VCU Engineering researcher is developing magnetic devices that improve efficiency of artificial networks

Jayasimha Atulasimha, Ph.D.
Jayasimha Atulasimha, Ph.D., Qimonda Professor in VCU’s Department of Mechanical and Nuclear Engineering.

Jayasimha Atulasimha, Ph.D., Qimonda Professor in VCU’s Department of Mechanical and Nuclear Engineering, is principal investigator on a $450,000 collaborative grant from the National Science Foundation for a new method that could drastically reduce the power needed to operate artificial neural networks that are used in smartphones, medical technologies and other devices that use embedded systems. VCU and the Massachusetts Institute of Technology (MIT) will each receive $225,000 under this award.

This work is in collaboration with Caroline Ross, Ph.D., Toyota Professor of Materials Science and Engineering at MIT.

Embedded systems comprise processors and other components that execute specific functions within a larger system. More and more, these embedded systems learn and make inferences using neural networks made up of complex, multilayered networks of neurons and synapses. Because smart devices are constantly expected to do more with less power, their neural networks must be able to learn in real time and be energy efficient.

The researchers’ new method could make it possible for smart devices to learn in real time — on their own hardware — bypassing the energy-hungry process of sending data out to an external server for processing.

Atulasimha, known for his work in nanoscale magnet-based memory and computing devices, is proposing to experimentally study and model a device concept that uses electric voltage to control the magnetic state of a nanowire or “racetrack” to update and store multiple memory  states in the device's hardware. 

“We are trying to demonstrate that we can store and update, let’s say, five states in five different magnetic states within the hardware on the device itself,” Atulasimha said. “If we can realize such a nanoscale material system experimentally, it could be used as an enabling element to create a neural network that would be energy efficient, but would not compromise accuracy significantly.”

Ross, an expert in material growth and fabrication of nanoscale magnetic devices, is creating the system’s specialty materials and fabricating the prototype.

“This work takes advantage of recent advances in materials design. We will be using magnetic garnet oxides whose properties can be precisely tuned via their composition, allowing the devices to be scaled to ultra-small dimensions,” Ross said.

Damien Querlioz, Ph.D., a research scientist at the Centre for Nanoscience and Nanotechnology from Centre National de la Recherche (CNRS) at the Université de Paris-Saclay and an expert on neuromorphic computing devices, will be an unfunded collaborator on this project. The current research builds on ideas developed in a paper by Atulasimha’s graduate students Md Ali Azam and Dhritiman Bhattacharya in collaboration with Querlioz, Ross and Atulasimha.

“In our paper, we have already shown the possibility of controlling magnetic states in a nanowire using simulations. Experimental realization of such a system would pave the way towards practical implementation,” Bhattacharya said.

Daniel Gopman, Ph.D., a physicist at the Materials Science and Engineering Division of the National Institute of Standards and Technology (NIST) in Gaithersburg, Maryland will serve as another unfunded external collaborator. His unique facilities for the development and characterization of novel magnetic devices have supported doctoral studies of two recent VCU graduates and plans are underway for the VCU students to gain valuable experience by carrying out a portion of the experimental characterization for this project under Gopman’s supervision at NIST.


• TASK PROMPT: The answer must consist of each line of the records below that contains the string "swatch".

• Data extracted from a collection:
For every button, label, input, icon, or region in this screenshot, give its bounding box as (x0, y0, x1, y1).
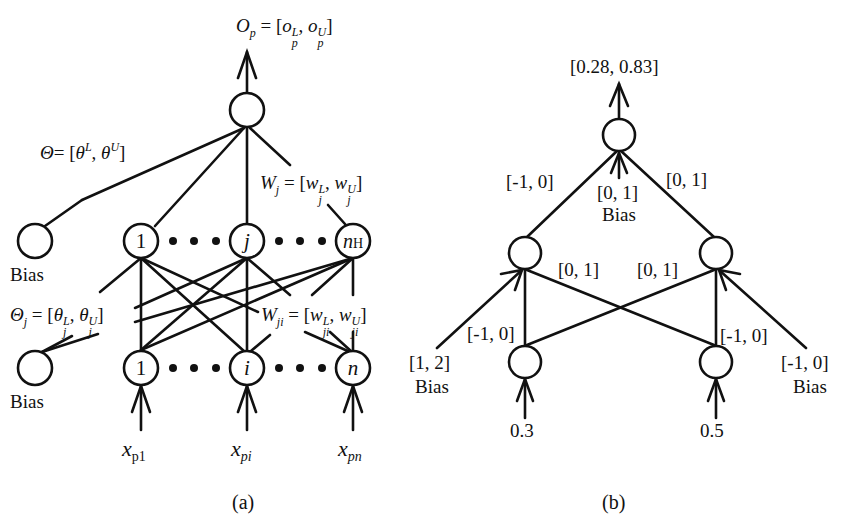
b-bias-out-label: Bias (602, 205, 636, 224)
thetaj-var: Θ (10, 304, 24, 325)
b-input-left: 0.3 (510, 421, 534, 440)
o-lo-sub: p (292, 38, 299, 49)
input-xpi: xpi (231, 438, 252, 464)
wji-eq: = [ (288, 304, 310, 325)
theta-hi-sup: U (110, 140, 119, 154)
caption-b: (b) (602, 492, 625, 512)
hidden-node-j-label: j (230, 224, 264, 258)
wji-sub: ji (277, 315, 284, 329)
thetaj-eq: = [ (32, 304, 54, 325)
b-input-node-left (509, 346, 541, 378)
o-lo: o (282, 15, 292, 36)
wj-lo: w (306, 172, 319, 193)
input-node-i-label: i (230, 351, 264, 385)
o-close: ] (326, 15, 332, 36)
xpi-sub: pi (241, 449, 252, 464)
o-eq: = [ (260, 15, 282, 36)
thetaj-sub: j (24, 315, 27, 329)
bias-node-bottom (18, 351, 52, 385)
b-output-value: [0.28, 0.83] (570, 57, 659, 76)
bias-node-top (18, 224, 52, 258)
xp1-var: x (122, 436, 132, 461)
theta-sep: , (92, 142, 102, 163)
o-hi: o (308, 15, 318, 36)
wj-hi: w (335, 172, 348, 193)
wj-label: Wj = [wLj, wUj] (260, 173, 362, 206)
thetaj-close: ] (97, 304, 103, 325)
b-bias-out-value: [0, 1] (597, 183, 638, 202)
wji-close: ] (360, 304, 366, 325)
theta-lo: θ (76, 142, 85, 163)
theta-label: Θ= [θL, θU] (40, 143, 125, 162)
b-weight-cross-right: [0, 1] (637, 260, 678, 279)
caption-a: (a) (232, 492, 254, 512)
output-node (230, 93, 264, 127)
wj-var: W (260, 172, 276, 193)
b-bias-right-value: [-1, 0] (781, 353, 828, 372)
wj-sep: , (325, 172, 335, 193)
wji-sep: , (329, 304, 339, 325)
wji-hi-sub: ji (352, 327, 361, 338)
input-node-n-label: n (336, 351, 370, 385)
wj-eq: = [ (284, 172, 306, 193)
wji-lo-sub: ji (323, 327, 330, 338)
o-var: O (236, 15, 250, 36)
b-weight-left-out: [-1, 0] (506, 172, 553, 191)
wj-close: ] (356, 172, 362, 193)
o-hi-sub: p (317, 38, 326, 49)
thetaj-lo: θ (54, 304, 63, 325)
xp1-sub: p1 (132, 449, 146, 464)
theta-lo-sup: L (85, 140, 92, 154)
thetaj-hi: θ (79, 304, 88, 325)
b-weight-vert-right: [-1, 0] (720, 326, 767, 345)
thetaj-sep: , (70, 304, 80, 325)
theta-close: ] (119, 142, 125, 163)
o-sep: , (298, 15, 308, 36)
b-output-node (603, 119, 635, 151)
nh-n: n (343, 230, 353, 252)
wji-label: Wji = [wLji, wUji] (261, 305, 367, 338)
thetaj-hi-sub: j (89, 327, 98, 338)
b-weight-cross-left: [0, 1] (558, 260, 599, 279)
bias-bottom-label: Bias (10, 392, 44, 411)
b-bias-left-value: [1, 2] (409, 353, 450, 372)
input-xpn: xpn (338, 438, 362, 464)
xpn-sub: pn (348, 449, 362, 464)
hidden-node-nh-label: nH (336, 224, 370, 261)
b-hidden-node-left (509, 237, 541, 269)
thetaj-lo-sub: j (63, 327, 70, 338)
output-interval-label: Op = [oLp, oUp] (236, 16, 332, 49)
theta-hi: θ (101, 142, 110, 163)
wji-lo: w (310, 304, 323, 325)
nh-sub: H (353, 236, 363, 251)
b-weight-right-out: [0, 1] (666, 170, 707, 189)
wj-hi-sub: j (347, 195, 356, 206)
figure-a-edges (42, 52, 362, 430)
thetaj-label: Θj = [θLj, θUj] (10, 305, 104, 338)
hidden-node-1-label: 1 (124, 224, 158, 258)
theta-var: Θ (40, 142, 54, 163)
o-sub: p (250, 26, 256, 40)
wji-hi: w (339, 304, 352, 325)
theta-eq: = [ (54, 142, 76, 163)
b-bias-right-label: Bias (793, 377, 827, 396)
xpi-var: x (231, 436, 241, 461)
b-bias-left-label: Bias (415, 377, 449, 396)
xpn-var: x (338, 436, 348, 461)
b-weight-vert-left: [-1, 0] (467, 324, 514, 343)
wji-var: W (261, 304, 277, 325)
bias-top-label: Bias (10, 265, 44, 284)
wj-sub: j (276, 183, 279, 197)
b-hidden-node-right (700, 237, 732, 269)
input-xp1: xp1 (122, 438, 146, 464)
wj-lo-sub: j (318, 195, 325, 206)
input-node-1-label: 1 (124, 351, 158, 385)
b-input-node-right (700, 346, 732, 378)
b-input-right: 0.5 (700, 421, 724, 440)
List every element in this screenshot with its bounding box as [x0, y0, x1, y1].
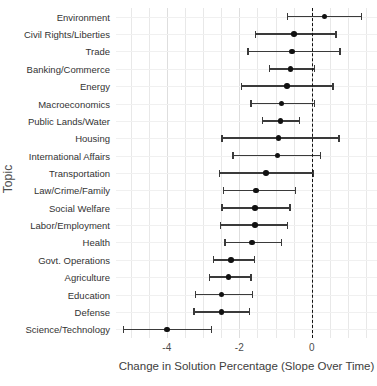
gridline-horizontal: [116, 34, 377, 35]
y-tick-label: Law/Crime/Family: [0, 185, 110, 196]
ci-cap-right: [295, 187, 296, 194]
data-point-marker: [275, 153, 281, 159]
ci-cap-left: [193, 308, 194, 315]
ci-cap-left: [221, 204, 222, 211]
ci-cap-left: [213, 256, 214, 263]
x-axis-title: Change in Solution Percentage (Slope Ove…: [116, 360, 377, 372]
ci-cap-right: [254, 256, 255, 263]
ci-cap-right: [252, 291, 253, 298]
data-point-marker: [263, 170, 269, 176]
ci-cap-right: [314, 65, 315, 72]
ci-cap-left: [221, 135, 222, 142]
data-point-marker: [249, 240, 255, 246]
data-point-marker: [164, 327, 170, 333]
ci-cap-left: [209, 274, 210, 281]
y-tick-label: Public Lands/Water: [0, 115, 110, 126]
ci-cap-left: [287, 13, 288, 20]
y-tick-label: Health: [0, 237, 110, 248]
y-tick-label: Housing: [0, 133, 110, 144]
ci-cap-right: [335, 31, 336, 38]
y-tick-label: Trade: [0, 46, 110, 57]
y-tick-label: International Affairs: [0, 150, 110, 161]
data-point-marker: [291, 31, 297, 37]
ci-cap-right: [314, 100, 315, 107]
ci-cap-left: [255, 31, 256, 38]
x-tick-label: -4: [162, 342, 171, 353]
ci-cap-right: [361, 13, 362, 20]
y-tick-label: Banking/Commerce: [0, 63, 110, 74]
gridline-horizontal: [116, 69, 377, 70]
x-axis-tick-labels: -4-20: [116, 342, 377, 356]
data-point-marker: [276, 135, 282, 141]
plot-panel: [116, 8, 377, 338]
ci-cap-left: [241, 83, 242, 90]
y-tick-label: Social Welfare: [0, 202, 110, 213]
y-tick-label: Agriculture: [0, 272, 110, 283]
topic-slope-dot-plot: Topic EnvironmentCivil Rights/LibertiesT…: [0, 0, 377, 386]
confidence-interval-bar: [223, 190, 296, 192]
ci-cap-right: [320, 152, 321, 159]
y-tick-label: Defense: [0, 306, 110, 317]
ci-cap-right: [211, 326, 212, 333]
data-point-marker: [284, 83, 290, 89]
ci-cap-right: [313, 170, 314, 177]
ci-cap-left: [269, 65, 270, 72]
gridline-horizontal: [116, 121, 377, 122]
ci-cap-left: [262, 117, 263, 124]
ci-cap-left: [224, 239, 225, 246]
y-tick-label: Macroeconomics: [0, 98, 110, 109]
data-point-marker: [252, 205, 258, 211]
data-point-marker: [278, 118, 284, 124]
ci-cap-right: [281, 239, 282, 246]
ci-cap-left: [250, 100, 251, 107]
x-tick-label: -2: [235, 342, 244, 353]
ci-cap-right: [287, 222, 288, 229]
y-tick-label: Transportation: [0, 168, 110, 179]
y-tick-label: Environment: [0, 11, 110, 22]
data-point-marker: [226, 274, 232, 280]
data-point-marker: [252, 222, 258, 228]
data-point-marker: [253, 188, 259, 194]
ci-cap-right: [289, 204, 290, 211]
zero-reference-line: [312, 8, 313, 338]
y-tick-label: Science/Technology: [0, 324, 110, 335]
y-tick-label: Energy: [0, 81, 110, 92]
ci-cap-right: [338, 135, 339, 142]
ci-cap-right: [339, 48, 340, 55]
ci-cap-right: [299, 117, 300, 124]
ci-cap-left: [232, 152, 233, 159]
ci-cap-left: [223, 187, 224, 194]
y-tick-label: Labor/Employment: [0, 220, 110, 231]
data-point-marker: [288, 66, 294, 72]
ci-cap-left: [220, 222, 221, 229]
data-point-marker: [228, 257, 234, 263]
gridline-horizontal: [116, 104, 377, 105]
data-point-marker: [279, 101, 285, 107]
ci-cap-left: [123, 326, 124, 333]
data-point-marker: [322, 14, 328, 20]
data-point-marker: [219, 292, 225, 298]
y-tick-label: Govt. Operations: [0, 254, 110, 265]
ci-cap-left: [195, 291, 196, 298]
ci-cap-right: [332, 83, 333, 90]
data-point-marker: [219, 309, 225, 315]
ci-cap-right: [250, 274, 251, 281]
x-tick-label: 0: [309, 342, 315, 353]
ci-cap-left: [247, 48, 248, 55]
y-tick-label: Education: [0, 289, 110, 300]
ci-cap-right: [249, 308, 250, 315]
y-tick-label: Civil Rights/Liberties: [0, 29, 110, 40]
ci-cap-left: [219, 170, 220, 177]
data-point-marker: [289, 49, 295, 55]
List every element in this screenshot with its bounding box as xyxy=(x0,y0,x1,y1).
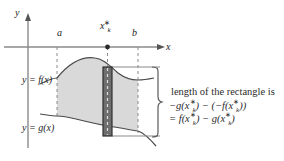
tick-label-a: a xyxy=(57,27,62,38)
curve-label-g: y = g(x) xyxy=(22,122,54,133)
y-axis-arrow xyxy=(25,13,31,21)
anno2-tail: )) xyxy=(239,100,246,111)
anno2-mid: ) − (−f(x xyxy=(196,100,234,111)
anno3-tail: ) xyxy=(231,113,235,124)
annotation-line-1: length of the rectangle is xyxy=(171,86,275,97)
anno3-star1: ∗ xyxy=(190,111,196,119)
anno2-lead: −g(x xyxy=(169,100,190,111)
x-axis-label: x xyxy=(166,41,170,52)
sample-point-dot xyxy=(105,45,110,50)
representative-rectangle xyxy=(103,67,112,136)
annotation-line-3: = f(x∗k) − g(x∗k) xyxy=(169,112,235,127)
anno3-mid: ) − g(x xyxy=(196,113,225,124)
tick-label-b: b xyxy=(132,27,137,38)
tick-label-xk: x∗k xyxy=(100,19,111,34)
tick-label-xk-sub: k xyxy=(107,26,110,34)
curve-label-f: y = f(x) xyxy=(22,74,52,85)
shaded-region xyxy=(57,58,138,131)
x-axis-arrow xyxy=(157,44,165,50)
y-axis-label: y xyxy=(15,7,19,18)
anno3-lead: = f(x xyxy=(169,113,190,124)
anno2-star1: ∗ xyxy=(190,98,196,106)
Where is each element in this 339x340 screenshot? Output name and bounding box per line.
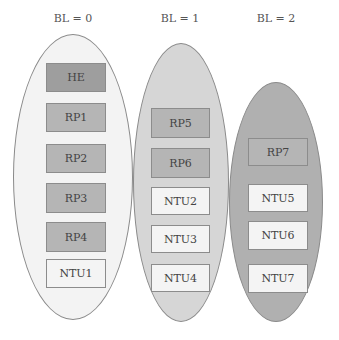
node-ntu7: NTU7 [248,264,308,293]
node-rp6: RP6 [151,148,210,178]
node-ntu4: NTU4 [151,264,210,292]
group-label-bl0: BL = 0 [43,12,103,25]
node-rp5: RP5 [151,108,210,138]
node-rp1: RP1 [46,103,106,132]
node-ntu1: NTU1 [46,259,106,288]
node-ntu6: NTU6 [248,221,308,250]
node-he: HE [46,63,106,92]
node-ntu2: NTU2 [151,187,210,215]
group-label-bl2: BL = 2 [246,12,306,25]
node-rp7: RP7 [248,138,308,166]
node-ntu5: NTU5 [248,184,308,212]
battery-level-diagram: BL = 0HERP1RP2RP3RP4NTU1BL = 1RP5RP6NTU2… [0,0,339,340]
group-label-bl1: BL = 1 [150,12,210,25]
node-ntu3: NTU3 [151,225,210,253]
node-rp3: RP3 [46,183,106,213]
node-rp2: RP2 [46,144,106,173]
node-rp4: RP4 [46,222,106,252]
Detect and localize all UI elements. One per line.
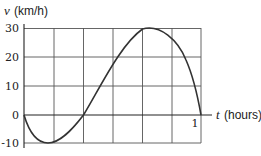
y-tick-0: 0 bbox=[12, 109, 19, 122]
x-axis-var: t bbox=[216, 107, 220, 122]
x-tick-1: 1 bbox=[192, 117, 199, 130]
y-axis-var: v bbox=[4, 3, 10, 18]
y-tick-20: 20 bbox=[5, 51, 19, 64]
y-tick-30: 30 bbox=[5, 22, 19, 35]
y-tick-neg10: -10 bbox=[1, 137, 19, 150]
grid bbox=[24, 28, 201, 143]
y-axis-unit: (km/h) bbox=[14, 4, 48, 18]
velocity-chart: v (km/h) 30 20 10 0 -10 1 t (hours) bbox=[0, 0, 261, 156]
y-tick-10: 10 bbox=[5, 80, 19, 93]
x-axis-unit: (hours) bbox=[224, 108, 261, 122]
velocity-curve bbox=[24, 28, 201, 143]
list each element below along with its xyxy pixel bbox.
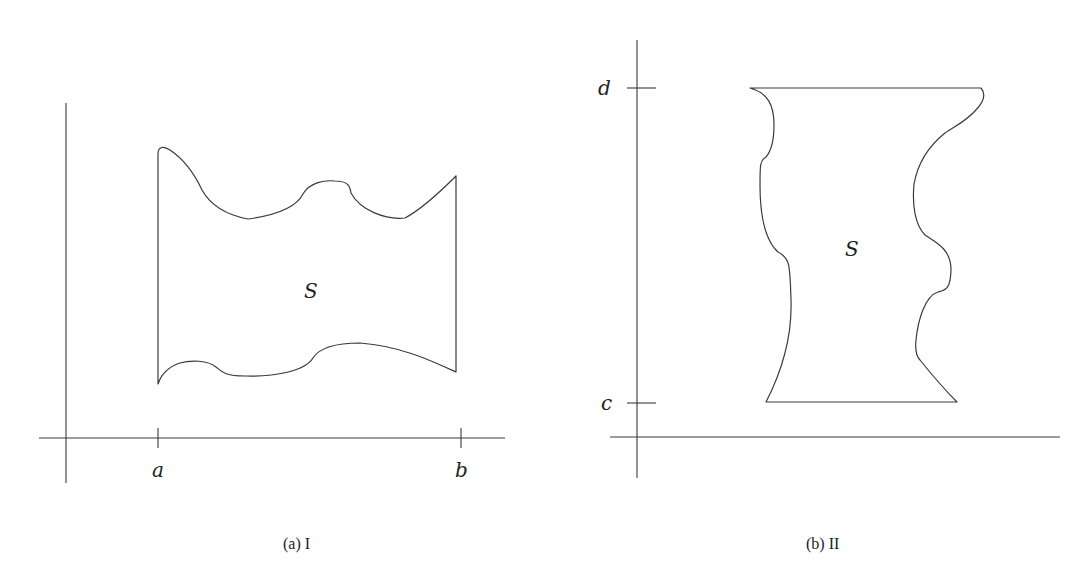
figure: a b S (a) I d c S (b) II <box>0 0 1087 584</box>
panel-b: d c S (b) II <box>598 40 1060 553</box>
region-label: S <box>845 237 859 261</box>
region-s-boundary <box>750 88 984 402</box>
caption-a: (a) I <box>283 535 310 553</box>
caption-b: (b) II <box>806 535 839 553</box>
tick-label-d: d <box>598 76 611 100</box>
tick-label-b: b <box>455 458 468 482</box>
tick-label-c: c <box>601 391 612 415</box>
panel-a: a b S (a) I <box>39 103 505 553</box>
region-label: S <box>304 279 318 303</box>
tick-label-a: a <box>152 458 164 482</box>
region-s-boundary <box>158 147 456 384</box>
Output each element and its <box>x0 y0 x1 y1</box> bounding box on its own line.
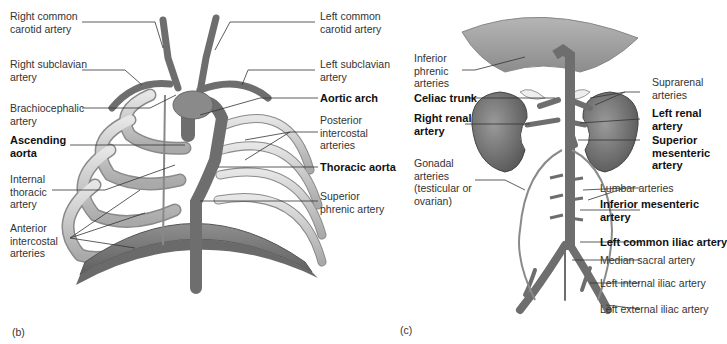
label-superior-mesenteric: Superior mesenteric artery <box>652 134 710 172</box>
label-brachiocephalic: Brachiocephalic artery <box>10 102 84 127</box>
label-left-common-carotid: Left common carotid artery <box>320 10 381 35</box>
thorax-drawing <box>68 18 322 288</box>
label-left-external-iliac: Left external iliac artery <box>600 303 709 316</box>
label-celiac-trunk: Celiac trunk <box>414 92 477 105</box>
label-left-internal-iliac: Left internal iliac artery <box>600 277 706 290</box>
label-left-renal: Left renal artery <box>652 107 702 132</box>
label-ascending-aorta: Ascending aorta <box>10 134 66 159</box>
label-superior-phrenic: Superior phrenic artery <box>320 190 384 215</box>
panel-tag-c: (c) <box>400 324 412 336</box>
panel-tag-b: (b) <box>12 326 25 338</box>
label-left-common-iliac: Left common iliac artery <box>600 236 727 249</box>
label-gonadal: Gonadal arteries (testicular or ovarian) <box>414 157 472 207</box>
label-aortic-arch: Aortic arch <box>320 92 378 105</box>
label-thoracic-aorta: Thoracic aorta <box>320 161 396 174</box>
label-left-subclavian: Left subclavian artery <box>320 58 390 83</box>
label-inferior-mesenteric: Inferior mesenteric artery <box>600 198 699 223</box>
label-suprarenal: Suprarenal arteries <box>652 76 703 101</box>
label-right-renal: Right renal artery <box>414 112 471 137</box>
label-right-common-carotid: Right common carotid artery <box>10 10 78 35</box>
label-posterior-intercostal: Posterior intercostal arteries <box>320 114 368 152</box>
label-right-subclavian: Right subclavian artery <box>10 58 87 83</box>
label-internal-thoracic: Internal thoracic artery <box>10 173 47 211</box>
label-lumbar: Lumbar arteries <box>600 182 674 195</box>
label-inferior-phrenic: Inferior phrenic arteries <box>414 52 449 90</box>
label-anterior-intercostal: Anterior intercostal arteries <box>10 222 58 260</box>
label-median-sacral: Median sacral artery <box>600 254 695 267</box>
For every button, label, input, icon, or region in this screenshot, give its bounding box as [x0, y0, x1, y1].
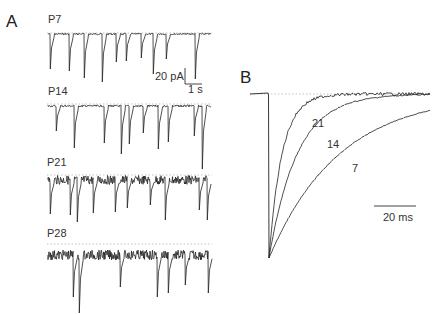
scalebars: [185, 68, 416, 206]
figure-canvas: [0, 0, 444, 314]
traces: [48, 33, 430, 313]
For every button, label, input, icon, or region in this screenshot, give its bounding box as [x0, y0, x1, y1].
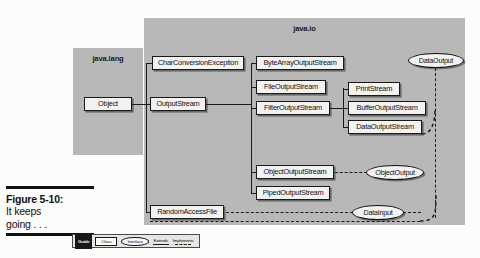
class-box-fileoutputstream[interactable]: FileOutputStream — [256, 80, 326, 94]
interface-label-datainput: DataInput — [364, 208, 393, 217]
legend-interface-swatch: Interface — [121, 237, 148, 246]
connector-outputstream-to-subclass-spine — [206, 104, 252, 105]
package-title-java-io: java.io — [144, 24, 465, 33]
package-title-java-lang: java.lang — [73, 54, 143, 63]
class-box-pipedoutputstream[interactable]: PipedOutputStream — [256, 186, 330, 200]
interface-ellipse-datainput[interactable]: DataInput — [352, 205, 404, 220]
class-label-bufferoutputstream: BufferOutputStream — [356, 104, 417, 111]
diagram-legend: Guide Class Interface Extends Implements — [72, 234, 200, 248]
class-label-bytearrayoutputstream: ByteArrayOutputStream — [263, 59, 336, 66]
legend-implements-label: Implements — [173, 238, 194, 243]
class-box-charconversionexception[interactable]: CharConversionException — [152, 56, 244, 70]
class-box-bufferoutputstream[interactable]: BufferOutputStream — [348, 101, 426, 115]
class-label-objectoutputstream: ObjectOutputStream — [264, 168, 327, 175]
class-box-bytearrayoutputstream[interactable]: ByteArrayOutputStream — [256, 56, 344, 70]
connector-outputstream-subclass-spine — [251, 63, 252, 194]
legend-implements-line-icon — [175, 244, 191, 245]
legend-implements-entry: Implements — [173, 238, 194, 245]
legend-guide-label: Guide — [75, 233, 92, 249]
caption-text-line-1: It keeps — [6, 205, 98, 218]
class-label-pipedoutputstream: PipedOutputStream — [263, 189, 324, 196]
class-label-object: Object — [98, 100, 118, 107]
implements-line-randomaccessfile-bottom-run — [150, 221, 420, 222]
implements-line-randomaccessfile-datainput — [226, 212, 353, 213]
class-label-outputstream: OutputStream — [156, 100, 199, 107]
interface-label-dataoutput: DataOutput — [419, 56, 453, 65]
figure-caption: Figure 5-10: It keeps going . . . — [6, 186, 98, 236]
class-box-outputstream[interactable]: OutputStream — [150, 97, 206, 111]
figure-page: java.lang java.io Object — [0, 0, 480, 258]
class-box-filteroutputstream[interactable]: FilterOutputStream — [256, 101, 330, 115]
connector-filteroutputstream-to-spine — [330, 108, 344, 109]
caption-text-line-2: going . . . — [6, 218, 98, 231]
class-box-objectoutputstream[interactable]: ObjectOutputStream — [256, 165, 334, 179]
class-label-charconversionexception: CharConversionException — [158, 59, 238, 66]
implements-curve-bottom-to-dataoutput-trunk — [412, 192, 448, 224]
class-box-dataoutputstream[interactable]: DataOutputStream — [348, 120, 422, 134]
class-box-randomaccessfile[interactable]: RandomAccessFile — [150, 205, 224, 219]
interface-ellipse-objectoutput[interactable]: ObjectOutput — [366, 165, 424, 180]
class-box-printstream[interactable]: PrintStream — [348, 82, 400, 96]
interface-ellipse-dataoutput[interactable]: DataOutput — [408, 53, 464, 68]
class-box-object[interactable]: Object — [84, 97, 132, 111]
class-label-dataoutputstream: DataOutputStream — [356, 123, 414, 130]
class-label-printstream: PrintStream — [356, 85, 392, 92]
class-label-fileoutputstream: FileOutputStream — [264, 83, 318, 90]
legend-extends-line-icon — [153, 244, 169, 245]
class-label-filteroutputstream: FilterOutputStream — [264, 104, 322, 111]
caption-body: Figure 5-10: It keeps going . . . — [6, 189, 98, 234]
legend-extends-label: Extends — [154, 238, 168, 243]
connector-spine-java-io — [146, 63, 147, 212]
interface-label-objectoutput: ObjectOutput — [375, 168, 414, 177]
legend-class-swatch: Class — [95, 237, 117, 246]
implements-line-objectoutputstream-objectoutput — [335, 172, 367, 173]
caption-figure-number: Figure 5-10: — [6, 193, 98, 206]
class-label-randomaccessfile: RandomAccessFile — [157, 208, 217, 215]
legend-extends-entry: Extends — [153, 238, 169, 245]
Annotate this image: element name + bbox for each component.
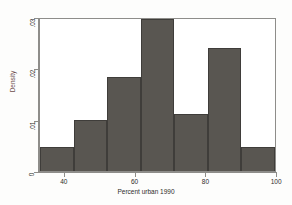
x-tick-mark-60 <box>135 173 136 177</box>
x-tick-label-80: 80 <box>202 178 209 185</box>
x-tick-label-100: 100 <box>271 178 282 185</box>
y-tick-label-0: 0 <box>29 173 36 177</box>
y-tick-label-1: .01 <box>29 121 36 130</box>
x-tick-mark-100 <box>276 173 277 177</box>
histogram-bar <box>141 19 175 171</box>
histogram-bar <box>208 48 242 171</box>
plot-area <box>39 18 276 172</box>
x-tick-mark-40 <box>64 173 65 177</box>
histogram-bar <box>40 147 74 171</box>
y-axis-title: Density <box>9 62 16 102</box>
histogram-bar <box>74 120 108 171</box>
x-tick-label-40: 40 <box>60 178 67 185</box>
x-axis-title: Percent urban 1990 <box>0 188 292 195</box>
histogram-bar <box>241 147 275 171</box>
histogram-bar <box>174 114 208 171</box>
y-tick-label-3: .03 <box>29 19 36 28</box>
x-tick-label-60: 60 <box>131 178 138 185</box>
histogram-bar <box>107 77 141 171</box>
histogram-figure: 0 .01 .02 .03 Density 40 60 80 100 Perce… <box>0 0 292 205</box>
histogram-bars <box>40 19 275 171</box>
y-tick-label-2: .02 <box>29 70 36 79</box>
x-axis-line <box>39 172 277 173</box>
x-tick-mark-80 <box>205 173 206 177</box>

• TASK RESULT:
legend-interface-swatch: Interface — [121, 237, 148, 246]
legend-class-swatch: Class — [95, 237, 117, 246]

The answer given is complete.